You can learn more by clicking here.

Salespeople soon discover a transcendent truth about human behavior. People are unsure, sometimes fickle. Have you ever walked away from a prospect with an agreement and then received the message that they changed their mind? Buyer’s remorse is a risk you face each time you close a sale. But, there are strategies to help you minimize that risk.

1. Get Objections Out Before the Sale, Not After it

Objections prior to the sale increase the likelihood of satisfaction after the sale.
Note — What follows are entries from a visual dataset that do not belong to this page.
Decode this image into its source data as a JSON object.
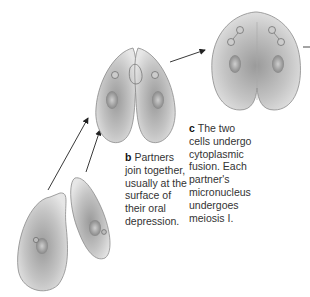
{
  "diagram": {
    "steps": [
      {
        "letter": "b",
        "lines": [
          "Partners",
          "join together,",
          "usually at the",
          "surface of",
          "their oral",
          "depression."
        ]
      },
      {
        "letter": "c",
        "lines": [
          "The two",
          "cells undergo",
          "cytoplasmic",
          "fusion. Each",
          "partner's",
          "micronucleus",
          "undergoes",
          "meiosis I."
        ]
      }
    ],
    "colors": {
      "cell_fill": "#c9c9c9",
      "cell_edge": "#8a8a8a",
      "text": "#333333",
      "arrow": "#222222"
    }
  }
}
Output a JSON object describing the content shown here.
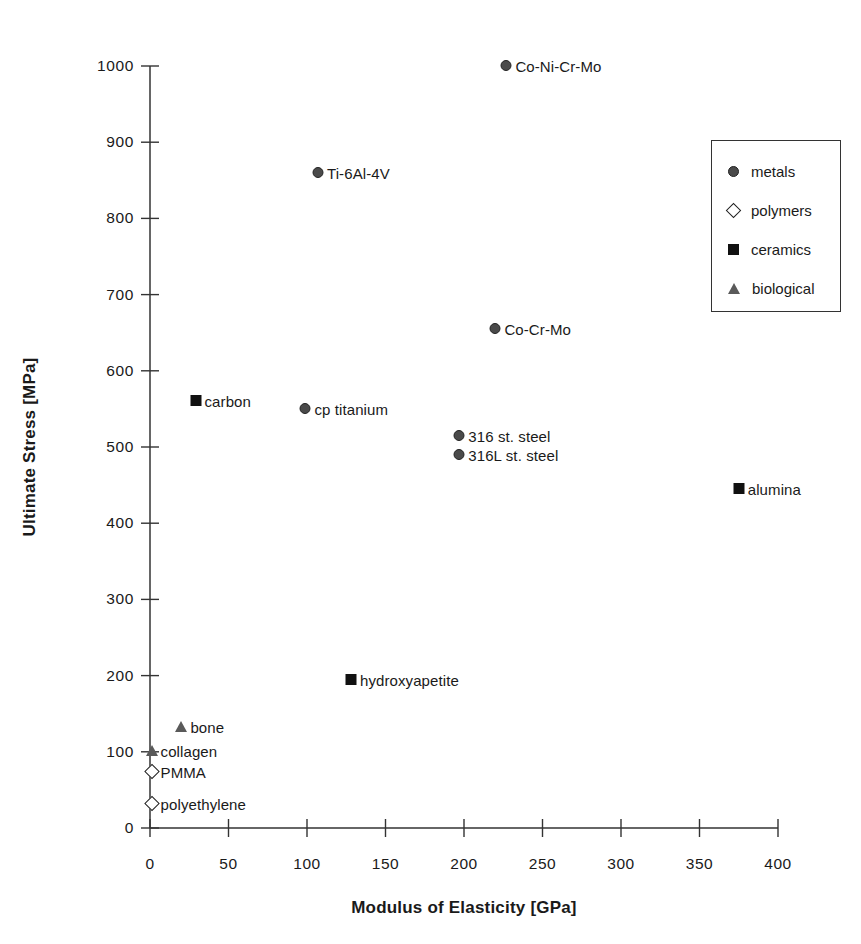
{
  "chart_data": {
    "type": "scatter",
    "title": "",
    "xlabel": "Modulus of Elasticity [GPa]",
    "ylabel": "Ultimate Stress [MPa]",
    "xlim": [
      0,
      400
    ],
    "ylim": [
      0,
      1000
    ],
    "xticks": [
      0,
      50,
      100,
      150,
      200,
      250,
      300,
      350,
      400
    ],
    "yticks": [
      0,
      100,
      200,
      300,
      400,
      500,
      600,
      700,
      800,
      900,
      1000
    ],
    "xtick_labels": [
      "0",
      "50",
      "100",
      "150",
      "200",
      "250",
      "300",
      "350",
      "400"
    ],
    "ytick_labels": [
      "0",
      "100",
      "200",
      "300",
      "400",
      "500",
      "600",
      "700",
      "800",
      "900",
      "1000"
    ],
    "grid": false,
    "legend_position": "upper right",
    "series": [
      {
        "name": "metals",
        "marker": "circle-filled-gray",
        "color": "#4a4a4a",
        "points": [
          {
            "label": "Co-Ni-Cr-Mo",
            "x": 227,
            "y": 1000
          },
          {
            "label": "Ti-6Al-4V",
            "x": 107,
            "y": 860
          },
          {
            "label": "Co-Cr-Mo",
            "x": 220,
            "y": 655
          },
          {
            "label": "cp titanium",
            "x": 99,
            "y": 550
          },
          {
            "label": "316 st. steel",
            "x": 197,
            "y": 515
          },
          {
            "label": "316L st. steel",
            "x": 197,
            "y": 490
          }
        ]
      },
      {
        "name": "polymers",
        "marker": "diamond-open",
        "color": "#ffffff",
        "points": [
          {
            "label": "PMMA",
            "x": 1,
            "y": 73
          },
          {
            "label": "polyethylene",
            "x": 1,
            "y": 32
          }
        ]
      },
      {
        "name": "ceramics",
        "marker": "square-filled-black",
        "color": "#111111",
        "points": [
          {
            "label": "carbon",
            "x": 29,
            "y": 560
          },
          {
            "label": "alumina",
            "x": 375,
            "y": 445
          },
          {
            "label": "hydroxyapetite",
            "x": 128,
            "y": 194
          }
        ]
      },
      {
        "name": "biological",
        "marker": "triangle-filled-gray",
        "color": "#5a5a5a",
        "points": [
          {
            "label": "bone",
            "x": 20,
            "y": 133
          },
          {
            "label": "collagen",
            "x": 1,
            "y": 101
          }
        ]
      }
    ],
    "legend_entries": [
      {
        "label": "metals",
        "marker": "circle-filled-gray"
      },
      {
        "label": "polymers",
        "marker": "diamond-open"
      },
      {
        "label": "ceramics",
        "marker": "square-filled-black"
      },
      {
        "label": "biological",
        "marker": "triangle-filled-gray"
      }
    ]
  },
  "colors": {
    "axis": "#333333",
    "text": "#1a1a1a",
    "metals": "#4a4a4a",
    "polymers": "#ffffff",
    "ceramics": "#111111",
    "biological": "#5a5a5a"
  }
}
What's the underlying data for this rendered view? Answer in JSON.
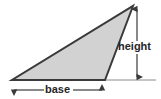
{
  "figure": {
    "type": "geometry-diagram",
    "canvas": {
      "width": 161,
      "height": 99,
      "background": "#ffffff"
    },
    "shape": {
      "name": "triangle",
      "fill_color": "#d2d2d2",
      "stroke_color": "#3a3a3a",
      "stroke_width": 2,
      "vertices": [
        {
          "name": "left-base-vertex",
          "x": 12,
          "y": 80
        },
        {
          "name": "right-base-vertex",
          "x": 105,
          "y": 80
        },
        {
          "name": "apex-vertex",
          "x": 133,
          "y": 6
        }
      ]
    },
    "baseline": {
      "name": "extended-baseline",
      "color": "#8c8c8c",
      "x1": 11,
      "y1": 80,
      "x2": 156,
      "y2": 80
    },
    "dimensions": [
      {
        "id": "height",
        "label": "height",
        "orientation": "vertical",
        "color": "#3a3a3a",
        "x": 137,
        "y_start": 6,
        "y_end": 80,
        "label_x": 118,
        "label_y": 47,
        "arrowheads": "both"
      },
      {
        "id": "base",
        "label": "base",
        "orientation": "horizontal",
        "color": "#3a3a3a",
        "y": 90,
        "x_start": 11,
        "x_end": 105,
        "label_x": 58,
        "label_y": 90,
        "arrowheads": "both"
      }
    ]
  }
}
Before you close a sale, make sure that whatever might upset the buyer later is aired and resolved.

2. Involve the Buyer Emotionally

Create emotional involvement by uncovering the buyer’s pain and revealing how your product will reduce that pain.

3. Get a Commitment, Not Just An Order

A contract without a commitment is buyer’s remorse in the making. After the sale, ask questions focusing on commitment and what you can do to increase it.

4. Help Buyer’s Plan For Remorse

Rather than hiding from buyer’s remorse, bring it out in the open. Discuss what the prospect will say to the incumbent supplier when they break the news that they lost the account. Are they ready for how the supplier will react?

5. Get An Agreement On Actions In Case Buyer’s Remorse Sets In.

Make a contract with your customers about what they’ll do if they begin to question their decision.

6. Describe What Happens Once the Contract is Signed

Make sure there will be no surprises or rude awakenings.

7. Follow-Up

Use e-mail, phone calls, cards, letters, and visits. Remain visible and accessible. Very often salespeople want to get an agreement and get away before the prospect changes his/her mind. If they are going to change their mind would it be better to discuss it in person rather than trying to track them down? How would you feel and how does it look to the prospect when you beg for another meeting to discuss it?

The post-sell compartment in the sales process is a professional approach to completing the sales agreement.